To Meet Demand, Upshaw and Kalish Relocate to a Larger Hall

United StatesUnited States Ives, Schubert, Bartók, Ravel, Bolcom: Dawn Upshaw (soprano), Gilbert Kalish (piano), Corbett Auditorium, Cincinnati, Ohio. 23.9.2014 (RDA)

Ives: Songs; “The Alcotts” from Piano Sonata No. 2, “Concord”
Schubert: Songs
Bartók: Songs
Ravel: Histoires Naturelles
William Bolcolm: Songs

To accommodate the large crowd that turned up to hear soprano Dawn Upshaw and pianist Gilbert Kalish, Chamber Music/Cincinnati had to relocate the concert to the larger Corbett Auditorium. Performing songs in English, German, French and Hungarian—with a solo piano interlude—Upshaw and Kalish created a great evening of music.

Since her professional debut thirty years ago, Upshaw has made a graceful transition from being primarily a Mozart singer, for which her young light lyric voice was perfect, to a versatile recitalist at home in multi-lingual concert repertoire. Her voice has settled into a lower range where she now is the most at home, using her chest voice without pulling punches. She inhabited the prickly angularities of Charles Ives’ “The Cage” and the homespun sentimentality of “Songs My Mother Taught Me,” both within a seven-song group from the maverick composer. Kalish followed with an impeccably and idiomatically played version of “The Alcotts,” from Ives’s Second Piano Sonata, the “Concord.”

In a group of Schubert lieder, Upshaw purposefully placed her voice first and foremost at the service of the words of seven songs, all but one with Goethe texts, ranging from the playfulness of “Geheimes” and the restlessness of “Gretchen am Spinnrade,” to the bravura of “Rastlose Liebe.” A natural lieder singer, Upshaw had noble company in Kalish, whose protean pianistic skills were at all times nobly put to the service of the music and its textual subtleties—a partnership of equals.

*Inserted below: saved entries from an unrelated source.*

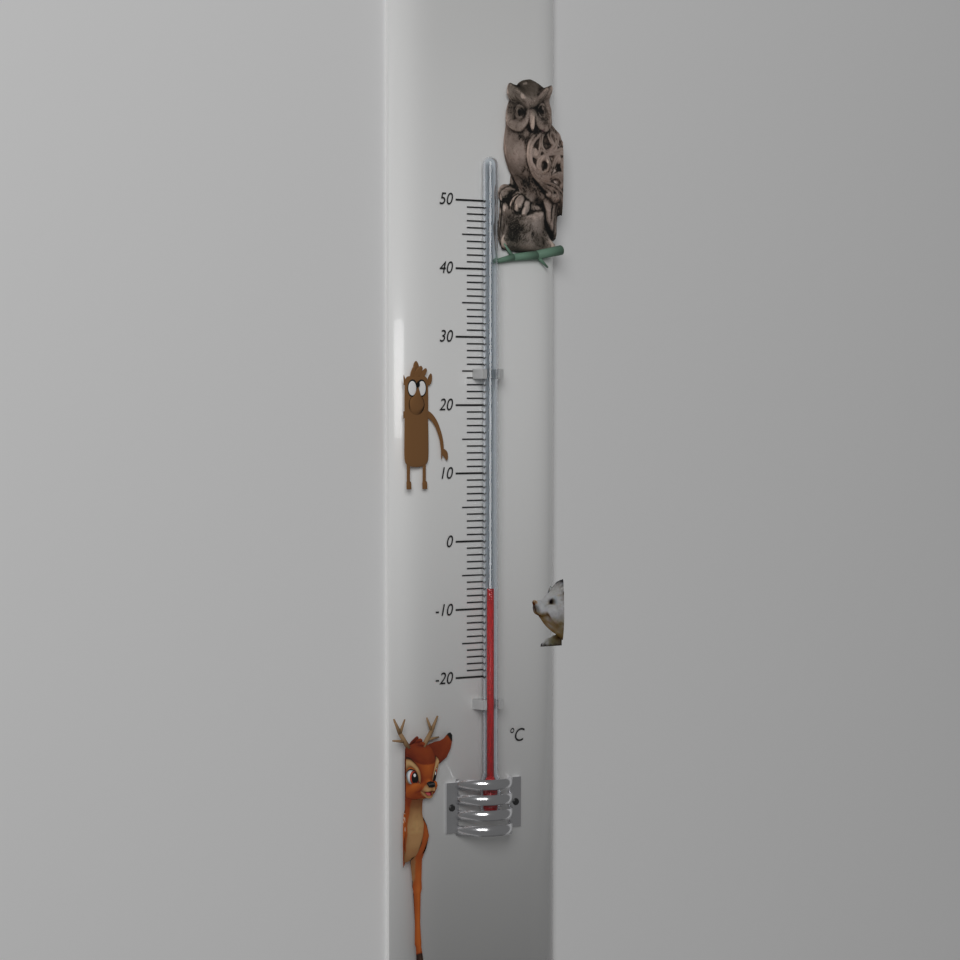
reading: -7 °C
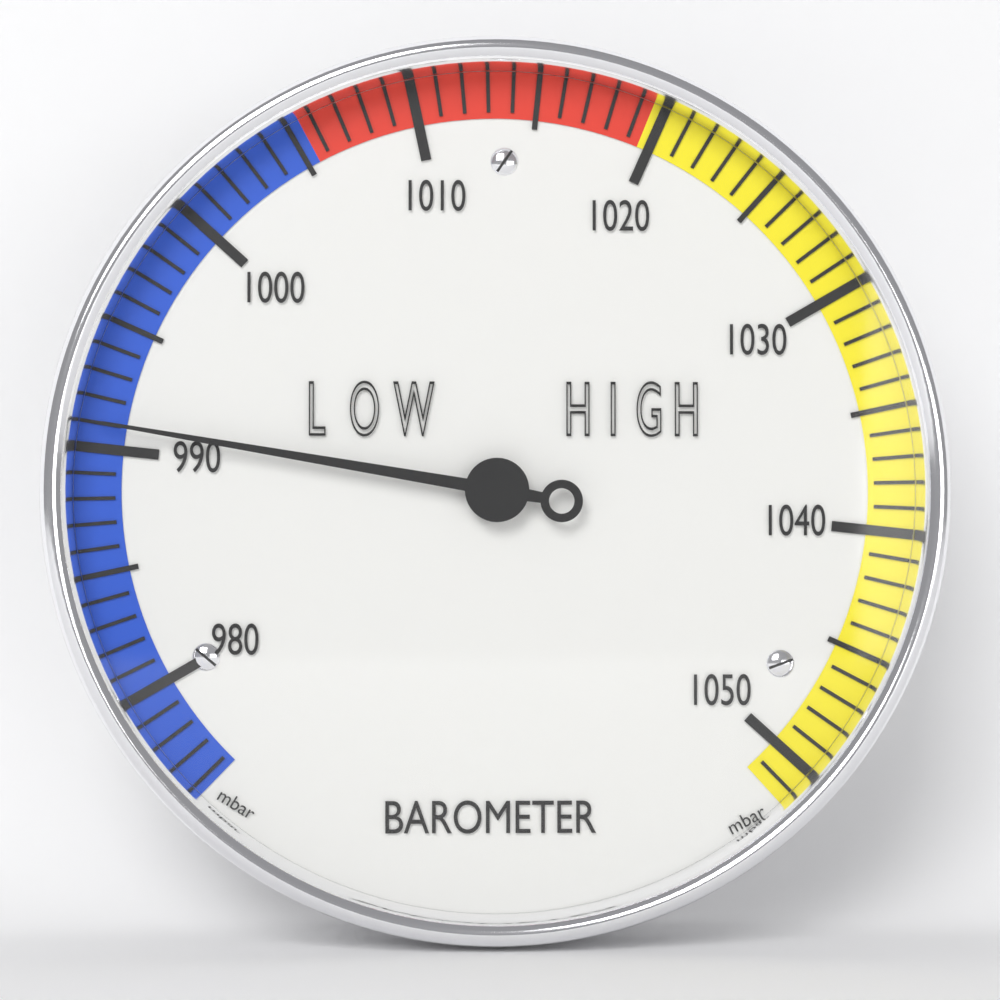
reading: 991 mbar
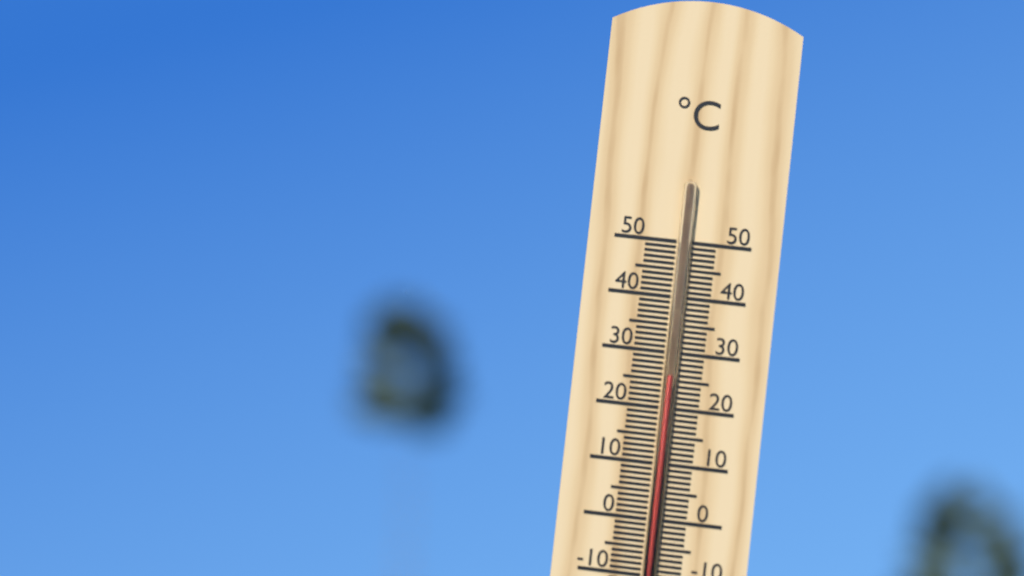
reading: 26 °C
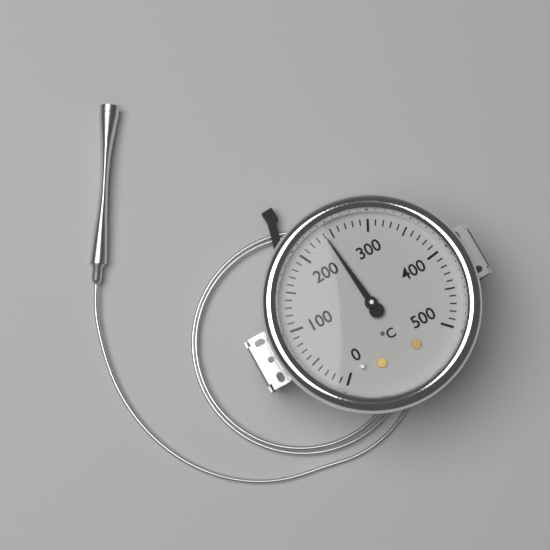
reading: 240 °C
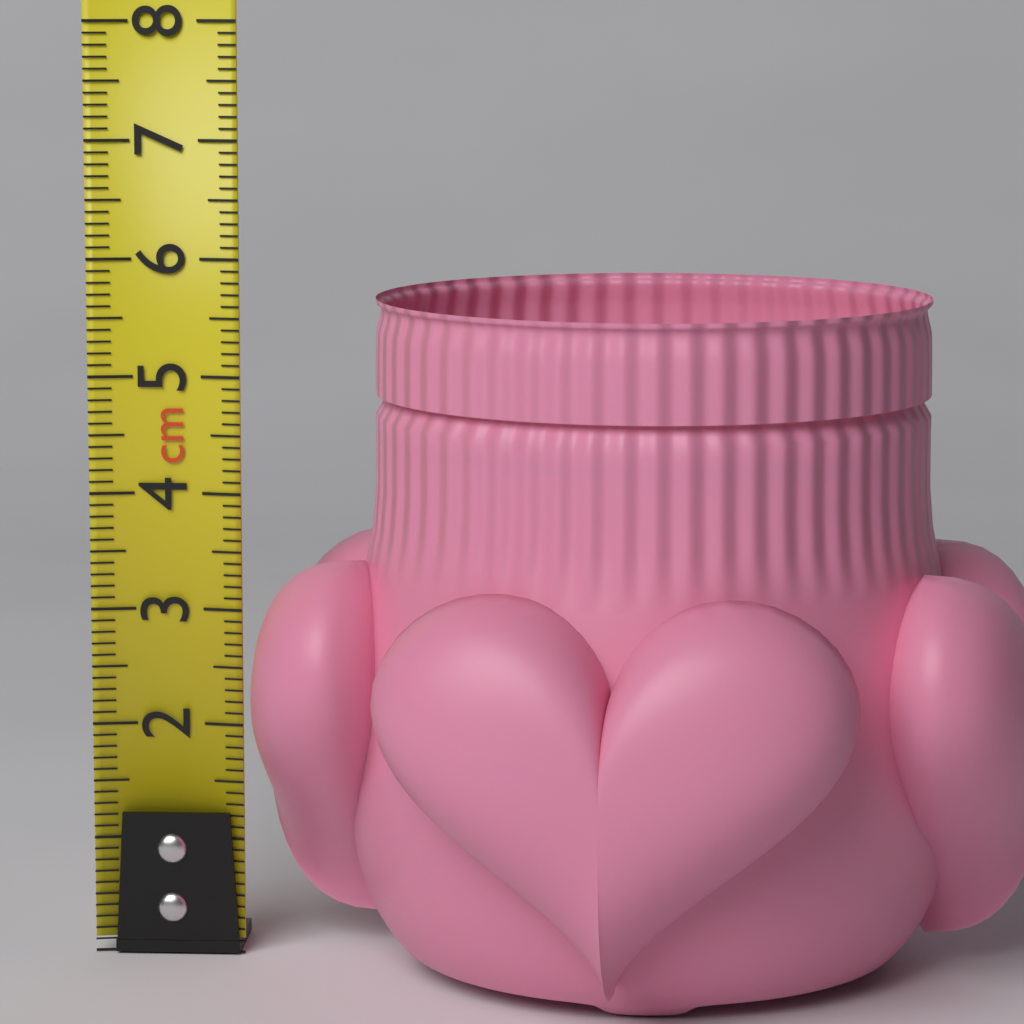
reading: 5.7 cm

In the second half the duo took the audience into the little known world of Hungarian song literature, with five folk songs set to music by Béla Bartók. The language is tricky, with quirky stresses on the first syllables of words, but Upshaw imbued these small gems with charm and poignancy.

It was the late Dietrich Fischer-Dieskau who made a derogatory comment about the French baritone Gérard Souzay, saying that one could be either a good singer of German lieder or a good singer of French mélodies, but not both. Not so for Upshaw, who sailed into Ravel’s Histoires Naturelles in flawless French, effectively delivering the utterly Gallic humor of Jules Renard’s depictions of a peacock, a cricket, a swan, a kingfisher and a guinea hen.

William Bolcom’s “Song of Black Max,” “Waitin’” and “George,” with texts by Arnold Weinstein, straddle the worlds of concert and cabaret. Upshaw’s singing of these was tough, street-wise, “been there, done that”—an entertaining and uncompromising ending to the evening.